What the ASA said about Bio-Oil

The Advertising Standards Agency in the UK is charged with maintaining standards in advertising.  On the whole, I think they do a good job.  You don’t have to work in a consumer goods company to know that there are people about who will say almost anything to make a sale.  If you spend any time on Twitter you’ll find plenty of so-called ‘internet marketers’ who seem to have no shame in pushing their products with the most outrageous statements.

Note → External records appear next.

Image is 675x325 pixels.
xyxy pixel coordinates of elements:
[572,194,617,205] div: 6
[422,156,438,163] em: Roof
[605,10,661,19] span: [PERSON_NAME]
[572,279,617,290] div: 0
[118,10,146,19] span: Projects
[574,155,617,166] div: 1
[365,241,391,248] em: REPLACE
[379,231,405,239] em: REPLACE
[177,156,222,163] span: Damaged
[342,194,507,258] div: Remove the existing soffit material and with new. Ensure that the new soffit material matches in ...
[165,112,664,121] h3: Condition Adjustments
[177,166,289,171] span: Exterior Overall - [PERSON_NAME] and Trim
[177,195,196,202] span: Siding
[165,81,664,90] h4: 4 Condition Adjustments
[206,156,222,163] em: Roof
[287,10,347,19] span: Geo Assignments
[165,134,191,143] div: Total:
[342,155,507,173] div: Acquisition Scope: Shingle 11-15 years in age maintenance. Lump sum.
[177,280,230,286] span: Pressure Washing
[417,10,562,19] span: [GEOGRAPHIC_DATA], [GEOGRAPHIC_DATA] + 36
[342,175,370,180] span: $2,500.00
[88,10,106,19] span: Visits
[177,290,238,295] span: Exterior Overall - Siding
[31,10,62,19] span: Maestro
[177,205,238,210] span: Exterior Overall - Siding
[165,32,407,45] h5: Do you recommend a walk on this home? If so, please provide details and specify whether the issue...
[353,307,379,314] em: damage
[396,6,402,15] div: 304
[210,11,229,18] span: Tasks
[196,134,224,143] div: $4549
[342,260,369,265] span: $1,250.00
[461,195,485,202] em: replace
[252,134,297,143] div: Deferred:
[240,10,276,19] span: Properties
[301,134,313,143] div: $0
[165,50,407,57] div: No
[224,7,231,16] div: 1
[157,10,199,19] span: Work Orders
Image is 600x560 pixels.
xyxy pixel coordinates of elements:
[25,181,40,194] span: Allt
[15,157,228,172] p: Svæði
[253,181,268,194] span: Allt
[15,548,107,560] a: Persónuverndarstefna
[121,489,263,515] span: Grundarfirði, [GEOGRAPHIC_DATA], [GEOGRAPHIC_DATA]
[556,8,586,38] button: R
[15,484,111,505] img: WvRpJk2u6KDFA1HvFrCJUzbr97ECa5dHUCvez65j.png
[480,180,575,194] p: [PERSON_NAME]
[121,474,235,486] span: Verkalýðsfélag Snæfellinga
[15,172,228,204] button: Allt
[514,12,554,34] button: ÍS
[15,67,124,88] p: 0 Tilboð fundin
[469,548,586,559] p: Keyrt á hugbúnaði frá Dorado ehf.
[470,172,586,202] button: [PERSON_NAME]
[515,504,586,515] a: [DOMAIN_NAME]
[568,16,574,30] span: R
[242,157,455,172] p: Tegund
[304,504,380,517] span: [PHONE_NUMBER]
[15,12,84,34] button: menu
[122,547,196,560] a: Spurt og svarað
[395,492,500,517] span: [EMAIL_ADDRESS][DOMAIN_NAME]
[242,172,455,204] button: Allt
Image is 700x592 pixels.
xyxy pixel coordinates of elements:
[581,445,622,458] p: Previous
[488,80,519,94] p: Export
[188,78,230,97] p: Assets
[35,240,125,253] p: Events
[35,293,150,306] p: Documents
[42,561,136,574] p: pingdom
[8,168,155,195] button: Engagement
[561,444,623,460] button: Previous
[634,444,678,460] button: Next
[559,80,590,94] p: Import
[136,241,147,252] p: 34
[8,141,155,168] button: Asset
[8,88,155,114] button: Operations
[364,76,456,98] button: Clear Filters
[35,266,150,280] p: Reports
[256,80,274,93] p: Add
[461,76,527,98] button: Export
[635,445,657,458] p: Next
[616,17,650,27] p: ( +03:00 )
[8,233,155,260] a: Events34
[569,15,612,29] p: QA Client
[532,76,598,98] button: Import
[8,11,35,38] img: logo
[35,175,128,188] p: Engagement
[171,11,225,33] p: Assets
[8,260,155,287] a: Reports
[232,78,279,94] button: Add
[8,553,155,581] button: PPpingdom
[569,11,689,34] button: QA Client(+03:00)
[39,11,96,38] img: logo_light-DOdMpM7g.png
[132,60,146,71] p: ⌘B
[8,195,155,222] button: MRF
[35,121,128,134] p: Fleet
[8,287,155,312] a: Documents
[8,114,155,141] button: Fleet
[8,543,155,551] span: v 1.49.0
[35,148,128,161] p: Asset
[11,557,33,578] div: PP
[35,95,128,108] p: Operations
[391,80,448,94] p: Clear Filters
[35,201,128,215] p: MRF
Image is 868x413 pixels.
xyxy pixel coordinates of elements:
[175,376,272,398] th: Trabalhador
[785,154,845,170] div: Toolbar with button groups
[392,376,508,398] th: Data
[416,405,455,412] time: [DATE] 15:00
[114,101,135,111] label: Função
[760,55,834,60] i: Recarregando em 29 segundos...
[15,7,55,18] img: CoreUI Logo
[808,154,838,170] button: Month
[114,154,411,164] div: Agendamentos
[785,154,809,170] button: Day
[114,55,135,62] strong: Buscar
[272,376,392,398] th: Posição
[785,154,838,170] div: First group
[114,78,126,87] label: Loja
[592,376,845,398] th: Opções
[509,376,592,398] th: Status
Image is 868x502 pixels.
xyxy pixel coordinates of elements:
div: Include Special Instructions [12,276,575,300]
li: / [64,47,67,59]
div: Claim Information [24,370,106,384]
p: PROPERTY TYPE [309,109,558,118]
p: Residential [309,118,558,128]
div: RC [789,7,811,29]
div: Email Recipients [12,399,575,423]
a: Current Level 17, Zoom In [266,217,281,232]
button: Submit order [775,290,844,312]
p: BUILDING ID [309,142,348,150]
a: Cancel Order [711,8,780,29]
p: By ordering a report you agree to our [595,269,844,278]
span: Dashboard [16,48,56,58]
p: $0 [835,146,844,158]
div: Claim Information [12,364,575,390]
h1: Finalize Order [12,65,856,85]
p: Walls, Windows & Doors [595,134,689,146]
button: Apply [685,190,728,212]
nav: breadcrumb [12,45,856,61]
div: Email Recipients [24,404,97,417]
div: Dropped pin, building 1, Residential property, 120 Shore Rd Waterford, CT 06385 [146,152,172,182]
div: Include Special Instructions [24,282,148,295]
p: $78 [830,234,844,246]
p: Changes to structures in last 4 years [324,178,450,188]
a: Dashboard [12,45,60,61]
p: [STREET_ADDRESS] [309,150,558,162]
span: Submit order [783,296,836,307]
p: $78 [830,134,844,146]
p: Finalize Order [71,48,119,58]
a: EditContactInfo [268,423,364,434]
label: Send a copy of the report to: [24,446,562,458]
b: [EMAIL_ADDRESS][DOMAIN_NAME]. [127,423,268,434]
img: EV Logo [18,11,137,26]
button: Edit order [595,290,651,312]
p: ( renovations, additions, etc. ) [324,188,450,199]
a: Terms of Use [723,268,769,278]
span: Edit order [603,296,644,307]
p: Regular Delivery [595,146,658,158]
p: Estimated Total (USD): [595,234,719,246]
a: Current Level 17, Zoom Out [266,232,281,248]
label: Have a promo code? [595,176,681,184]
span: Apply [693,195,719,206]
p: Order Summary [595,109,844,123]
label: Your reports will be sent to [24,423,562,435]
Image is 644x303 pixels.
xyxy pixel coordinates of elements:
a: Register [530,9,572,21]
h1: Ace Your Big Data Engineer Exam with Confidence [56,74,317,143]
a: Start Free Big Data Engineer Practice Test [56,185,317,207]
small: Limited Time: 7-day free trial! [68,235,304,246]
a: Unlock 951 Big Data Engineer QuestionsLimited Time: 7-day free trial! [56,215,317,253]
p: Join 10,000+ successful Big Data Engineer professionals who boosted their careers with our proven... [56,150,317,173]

I keep a close eye on what the ASA says when it makes its rulings.  I usually find myself in agreement with what they say, and so I do with Bio-Oil.  I have copied and pasted it below, but the nub is that Bio-Oil was being marketed for stretch marks without any strong evidence that it works.  As it happens I was assessing the evidence for how well Bio-Oil works for a blog post on the product and I came to almost the same conclusion.  The clinical trial quoted on the website was so small and the effects picked up so slight that I didn’t find it convinced me at all.   I was more impressed by the anecdotal evidence I picked up online in blogs and forums. But anecdotal evidence is not something the ASA can use, or should use.

Big cosmetic companies employ armies of people to persuade you to buy stuff and are quite capable of manipulating forums and blogs to their own ends.  I don’t think they do so to any great extent yet – but that is just a matter of time.  In the case of Bio-Oil I happen to know that they are not a big company and some of the people who have talked about it online are people I have followed for some time and know to be ‘real’ people without a hidden agenda.  So I could judge that what they were saying was quite likely to be true.  Obviously anecdotal evidence like this is very weak and a body like the ASA cannot take it into account.  Even I think twice about accepting success stories from products.  It is easy to come across people who will tell you that homeopathy works for instance.  The power of suggestion is very great indeed.

So I am not surprised that the ASA have forbidden the advert claim ‘Bio-Oil helps improve the appearance of scars, stretch marks and uneven skin tone’.  I think the claim might well be true, but it hasn’t been proved and people shouldn’t be led to believe that it has.